National Health Reform and You (Part VI)

Sep 24 2009

Action in Congress heated up this week as the Senate Finance Committee began considering more than 500 amendments to Chairman Max Baucus’ (D-MT) draft legislation.

Meanwhile, a group of 7 bipartisan moderates (Senators McCaskill, D-MO; Ben Nelson, D-NE; Collins, R-ME; Lieberman, I-CT; Snowe, R-ME; Landrieu, D-LA; and Wyden, D-OR) who have various concerns with the Baucus bill are collectively considering options  to reshape health reform legislation once it reaches the Senate floor for action.

In the House, leaders are negotiating to try to build a compromise plan from three different bills approved by three different committees.

MOAA contacted members of Sen. Baucus’ staff on Wednesday about a provision in his plan that would assess a fee on insurers offering “cadillac” plans.  We received assurances that this initiative would explicitly exclude TRICARE, TFL and VA coverage.

A knowledgeable White House official we contacted Thursday morning offered a similar assurance that “The President is committed to ensuring that any national health reform plan that may be enacted will explicitly exclude any changes for TRICARE, TRICARE For Life, or VA programs or beneficiaries.”

Further, in a colloquy between House Energy & Commerce Committee Chairman Henry Waxman (D-CA) and Veterans Affairs Ranking Minority Member Steve Buyer (R-IN), Waxman reassured Buyer that the House bill will not disadvantage veterans or military beneficiaries, and agreed to various modifications proposed to make those protections explicit.

2 responses so far

2 Responses to “National Health Reform and You (Part VI)”

  1. Geoffrey Parkeron 25 Sep 2009 at 12:55 am

    Assurances “that the House bill will not disadvantage veterans or military beneficiaries” is not reassuring. Such dialog presupposes static analysis. Let’s be clear, massive structural change is the intent. If the health industry is turned upside down, the ground on which military retirees and veterans depend for care gives way. When price controls reduce medical professionals to blue-collar workers, talented people will no longer go into medicine. When doctors, as we know them today, are gone, protecting programs is meaningless.

  2. M Barnetton 26 Sep 2009 at 6:24 am

    I am surprised that any military member and especially any retired member would accept spoken “assurances” from political officials without something specified in writing. We need language in the bill or a specific amendment to reference and support, not a blind following based on verbal assurances.

    I was assured by my recruiter I would have free healthcare for life too!

    How many times have we heard throughout our careers, “it’s not in the regulation” or “where specifically in the AF Instruction does it say that? ”

    Remember, once the bill has passed, regardless of what assurance you have gotten verbally, it is the written law that will dictate.

    Remember trying to change a law is MUCH more difficult than changing a bill before it is signed into law.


• [TASK DESCRIPTION]: If a line below includes the string "response", copy it.

------------------------------------------------------------

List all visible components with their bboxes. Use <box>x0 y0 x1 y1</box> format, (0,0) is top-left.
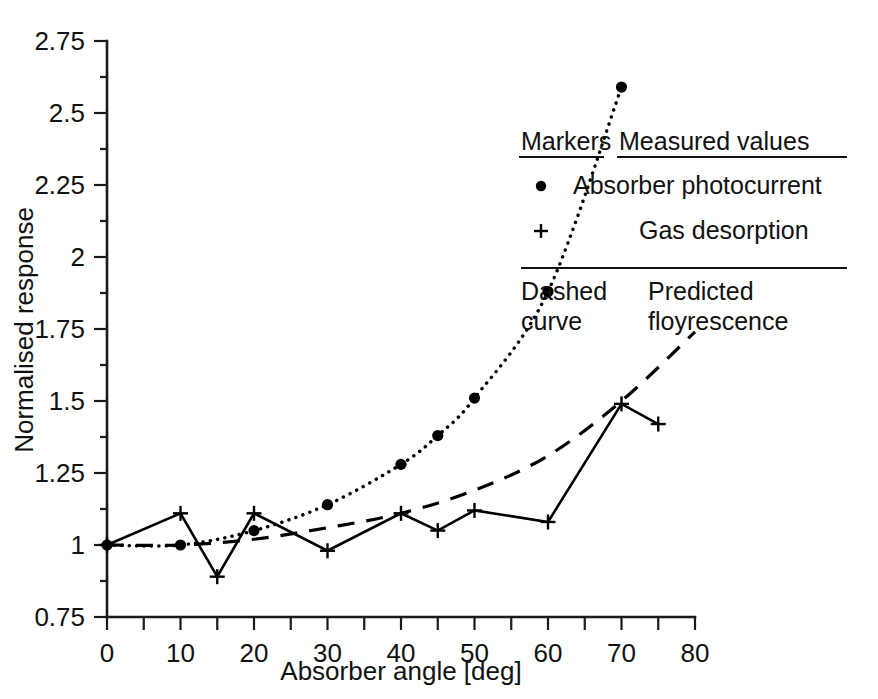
legend-footer-dashed-line2: curve <box>521 307 582 335</box>
data-point-dot <box>395 459 406 470</box>
y-tick-label: 2.25 <box>34 170 85 200</box>
legend-footer-dashed-line1: Dashed <box>521 277 607 305</box>
y-tick-label: 2.5 <box>49 98 85 128</box>
data-point-dot <box>322 499 333 510</box>
legend-header-measured-values: Measured values <box>619 127 809 155</box>
y-tick-label: 2 <box>71 242 85 272</box>
data-point-dot <box>616 81 627 92</box>
legend-footer-predicted-line2: floyrescence <box>648 307 788 335</box>
data-point-dot <box>432 430 443 441</box>
x-tick-label: 70 <box>607 638 636 668</box>
x-tick-label: 20 <box>240 638 269 668</box>
y-axis-title: Normalised response <box>9 207 39 453</box>
legend-label-absorber-photocurrent: Absorber photocurrent <box>573 171 822 199</box>
x-tick-label: 60 <box>534 638 563 668</box>
y-tick-label: 1.25 <box>34 458 85 488</box>
y-tick-label: 1.5 <box>49 386 85 416</box>
y-tick-label: 0.75 <box>34 602 85 632</box>
y-tick-label: 1.75 <box>34 314 85 344</box>
x-tick-label: 10 <box>166 638 195 668</box>
data-point-dot <box>469 393 480 404</box>
x-tick-label: 0 <box>100 638 114 668</box>
legend-dot-icon <box>536 181 546 191</box>
y-tick-label: 1 <box>71 530 85 560</box>
x-tick-label: 80 <box>681 638 710 668</box>
data-point-dot <box>248 525 259 536</box>
x-axis-title: Absorber angle [deg] <box>280 656 521 686</box>
y-tick-label: 2.75 <box>34 26 85 56</box>
legend-header-markers: Markers <box>521 127 611 155</box>
legend-label-gas-desorption: Gas desorption <box>639 216 809 244</box>
legend-footer-predicted-line1: Predicted <box>648 277 754 305</box>
data-point-dot <box>175 539 186 550</box>
normalised-response-line-chart: 0.7511.251.51.7522.252.52.75 01020304050… <box>0 0 878 699</box>
chart-background <box>0 0 878 699</box>
chart-figure: 0.7511.251.51.7522.252.52.75 01020304050… <box>0 0 878 699</box>
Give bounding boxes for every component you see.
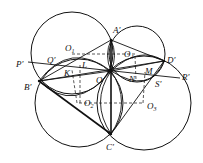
label-k: K (63, 68, 71, 78)
label-o3: O3 (147, 101, 157, 112)
line-od (111, 61, 164, 71)
point-b (38, 80, 40, 82)
side-da (111, 40, 164, 61)
label-d: D′ (166, 55, 176, 65)
side-bc (39, 81, 111, 134)
label-b: B′ (24, 82, 32, 92)
label-o2: O2 (84, 98, 94, 109)
label-l: L (81, 60, 87, 70)
dash-o4-n (135, 56, 136, 80)
label-m: M (144, 66, 153, 76)
label-q: Q′ (47, 55, 56, 65)
point-o (109, 69, 113, 73)
label-o4: O4 (124, 49, 134, 60)
point-a (110, 39, 112, 41)
label-o: O (96, 75, 103, 85)
label-s: S′ (155, 79, 163, 89)
point-d (163, 60, 165, 62)
geometry-diagram: A′ B′ C′ D′ P′ Q′ R′ S′ O K L M N O1 O4 … (0, 0, 203, 163)
label-a: A′ (112, 25, 121, 35)
point-c (110, 133, 112, 135)
label-r: R′ (181, 72, 190, 82)
label-o1: O1 (65, 43, 75, 54)
label-c: C′ (106, 142, 115, 152)
label-p: P′ (15, 59, 24, 69)
label-n: N (128, 74, 136, 84)
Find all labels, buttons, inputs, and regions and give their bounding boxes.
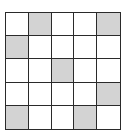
- empty-cell-r1-c2: [52, 36, 75, 59]
- empty-cell-r3-c1: [29, 83, 52, 106]
- empty-cell-r1-c4: [97, 36, 120, 59]
- shaded-cell-r4-c3: [74, 106, 97, 129]
- empty-cell-r2-c3: [74, 59, 97, 82]
- shaded-grid-diagram: [5, 12, 121, 130]
- empty-cell-r0-c0: [6, 13, 29, 36]
- empty-cell-r1-c1: [29, 36, 52, 59]
- empty-cell-r0-c3: [74, 13, 97, 36]
- shaded-cell-r2-c2: [52, 59, 75, 82]
- empty-cell-r4-c2: [52, 106, 75, 129]
- empty-cell-r4-c1: [29, 106, 52, 129]
- empty-cell-r2-c0: [6, 59, 29, 82]
- shaded-cell-r0-c4: [97, 13, 120, 36]
- shaded-cell-r4-c0: [6, 106, 29, 129]
- shaded-cell-r1-c0: [6, 36, 29, 59]
- empty-cell-r2-c4: [97, 59, 120, 82]
- empty-cell-r3-c3: [74, 83, 97, 106]
- empty-cell-r0-c2: [52, 13, 75, 36]
- empty-cell-r3-c0: [6, 83, 29, 106]
- empty-cell-r1-c3: [74, 36, 97, 59]
- empty-cell-r4-c4: [97, 106, 120, 129]
- empty-cell-r3-c2: [52, 83, 75, 106]
- empty-cell-r2-c1: [29, 59, 52, 82]
- shaded-cell-r0-c1: [29, 13, 52, 36]
- shaded-cell-r3-c4: [97, 83, 120, 106]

------------------------------------------------------------

• [WRITTEN REPLY]:
y-axis-title: Normalised response <box>9 207 39 453</box>
normalised-response-line-chart: 0.7511.251.51.7522.252.52.75 01020304050… <box>0 0 878 699</box>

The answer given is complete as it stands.